Ode to The Code Monkey
What you lack are not more lines of code, rather it’s architecture and a road. To substitute quality with speed, Is the motto of the code monkey creed….
What you lack are not more lines of code, rather it’s architecture and a road. To substitute quality with speed, Is the motto of the code monkey creed….
After participating in and leading many painful software design meetings, I have come to the realization that the best way to sell the top design idea is to first share some of the alternative and inferior ones.
Most failures in software usability can be attributed to poor decisions at the executive level, which are promulgated due to a culture of silence. Developers and designers should be encouraged to think critically about their work and be provided with official channels for expressing their opinions (in a non polemic manner).
The greatest engineering feats are the ones we don’t notice. The hallmark of a great designer is his ability to translate complexity into simplicity. The automatic transmission in a car represents significantly more engineering effort than a manual transmission, but it positively transforms the average user experience. The best consumer electronics always focus on hiding complexity, not showcasing it.
Its not enough to capture and display errors. Real quality of service goes beyond just acknowledging your application’s faults. My rule of thumb is that there is no such thing as an “informative error message”. A good error is one that has been eliminated through error-handling code and product design.
Hobbes observed that life under the rule of the mob is “nasty, brutish, and short”. Similarly, life in a startup modeling itself after a society such as the “Lord of the Flies” is wretched and hardly short enough.
Companies such as IBM and Microsoft are still scratching their head trying to figure out if this social networks thing is for real and does providing a communication platform for income-challenged teenagers makes any commercial sense.
Playing telephone can be fun, but it’s not if you are trying to accurately convert business requirements to a software solution in a timely and cost efficient manner.
The ceremony in which the team lead finally admits that he can’t deliver the features on time climaxes in a primeval ritual that rivals ancient Aztec human sacrifices, albeit somewhat more painful.
A high performance team’s esprit de corps is derived from a strong sense of individual belonging, common culture and shared vision.
Building and managing strong development teams goes beyond simply managing developers to quarterly objectives and delivering functional products.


• Task to complete: Produce a verbatim transcription of the entries, with all pictures omitted.

• Provided records:
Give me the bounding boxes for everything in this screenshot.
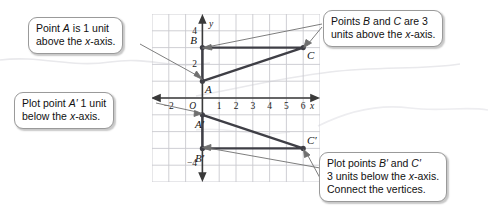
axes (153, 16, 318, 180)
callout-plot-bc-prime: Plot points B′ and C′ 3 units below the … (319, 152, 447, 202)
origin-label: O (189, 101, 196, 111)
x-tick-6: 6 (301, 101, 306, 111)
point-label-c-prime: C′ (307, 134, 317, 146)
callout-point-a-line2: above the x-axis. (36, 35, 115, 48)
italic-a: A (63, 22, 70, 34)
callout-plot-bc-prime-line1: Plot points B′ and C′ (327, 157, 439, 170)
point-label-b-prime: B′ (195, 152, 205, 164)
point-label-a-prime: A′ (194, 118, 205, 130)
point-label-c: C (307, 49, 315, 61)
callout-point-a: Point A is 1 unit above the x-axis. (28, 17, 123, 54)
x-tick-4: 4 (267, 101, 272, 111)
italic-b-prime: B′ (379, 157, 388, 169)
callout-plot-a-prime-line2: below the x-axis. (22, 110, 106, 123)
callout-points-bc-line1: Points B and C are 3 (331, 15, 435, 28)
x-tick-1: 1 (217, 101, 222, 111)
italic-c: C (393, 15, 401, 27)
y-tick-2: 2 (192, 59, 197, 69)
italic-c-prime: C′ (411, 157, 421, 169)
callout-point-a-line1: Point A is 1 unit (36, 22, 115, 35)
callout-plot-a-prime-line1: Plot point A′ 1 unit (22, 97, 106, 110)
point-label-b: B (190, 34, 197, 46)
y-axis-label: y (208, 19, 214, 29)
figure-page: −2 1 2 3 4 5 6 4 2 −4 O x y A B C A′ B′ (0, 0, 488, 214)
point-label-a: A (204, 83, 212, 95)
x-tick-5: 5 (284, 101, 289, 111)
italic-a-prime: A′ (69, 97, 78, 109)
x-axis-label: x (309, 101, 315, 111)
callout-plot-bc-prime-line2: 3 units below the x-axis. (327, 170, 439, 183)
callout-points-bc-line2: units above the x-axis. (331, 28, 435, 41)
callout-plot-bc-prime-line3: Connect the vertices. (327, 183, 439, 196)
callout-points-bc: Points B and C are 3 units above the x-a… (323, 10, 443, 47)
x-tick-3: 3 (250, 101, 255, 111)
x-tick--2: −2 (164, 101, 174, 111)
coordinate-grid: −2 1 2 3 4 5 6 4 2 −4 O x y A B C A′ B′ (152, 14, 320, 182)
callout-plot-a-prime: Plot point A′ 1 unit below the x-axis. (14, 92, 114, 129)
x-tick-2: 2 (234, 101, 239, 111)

• Output of the exercise:
Give me the bounding boxes for everything in this screenshot.
axes (153, 16, 318, 180)
callout-plot-bc-prime: Plot points B′ and C′ 3 units below the … (319, 152, 447, 202)
origin-label: O (189, 101, 196, 111)
x-tick-6: 6 (301, 101, 306, 111)
point-label-c-prime: C′ (307, 134, 317, 146)
callout-point-a-line2: above the x-axis. (36, 35, 115, 48)
italic-a: A (63, 22, 70, 34)
callout-plot-bc-prime-line1: Plot points B′ and C′ (327, 157, 439, 170)
point-label-b-prime: B′ (195, 152, 205, 164)
point-label-a-prime: A′ (194, 118, 205, 130)
point-label-c: C (307, 49, 315, 61)
callout-point-a: Point A is 1 unit above the x-axis. (28, 17, 123, 54)
x-tick-4: 4 (267, 101, 272, 111)
italic-b-prime: B′ (379, 157, 388, 169)
callout-plot-a-prime-line2: below the x-axis. (22, 110, 106, 123)
callout-points-bc-line1: Points B and C are 3 (331, 15, 435, 28)
x-tick-1: 1 (217, 101, 222, 111)
italic-c: C (393, 15, 401, 27)
y-tick-2: 2 (192, 59, 197, 69)
italic-c-prime: C′ (411, 157, 421, 169)
callout-point-a-line1: Point A is 1 unit (36, 22, 115, 35)
callout-plot-a-prime-line1: Plot point A′ 1 unit (22, 97, 106, 110)
point-label-b: B (190, 34, 197, 46)
y-axis-label: y (208, 19, 214, 29)
figure-page: −2 1 2 3 4 5 6 4 2 −4 O x y A B C A′ B′ (0, 0, 488, 214)
point-label-a: A (204, 83, 212, 95)
x-tick-5: 5 (284, 101, 289, 111)
italic-a-prime: A′ (69, 97, 78, 109)
x-axis-label: x (309, 101, 315, 111)
callout-plot-bc-prime-line2: 3 units below the x-axis. (327, 170, 439, 183)
callout-points-bc-line2: units above the x-axis. (331, 28, 435, 41)
callout-plot-bc-prime-line3: Connect the vertices. (327, 183, 439, 196)
callout-points-bc: Points B and C are 3 units above the x-a… (323, 10, 443, 47)
x-tick-3: 3 (250, 101, 255, 111)
x-tick--2: −2 (164, 101, 174, 111)
coordinate-grid: −2 1 2 3 4 5 6 4 2 −4 O x y A B C A′ B′ (152, 14, 320, 182)
callout-plot-a-prime: Plot point A′ 1 unit below the x-axis. (14, 92, 114, 129)
x-tick-2: 2 (234, 101, 239, 111)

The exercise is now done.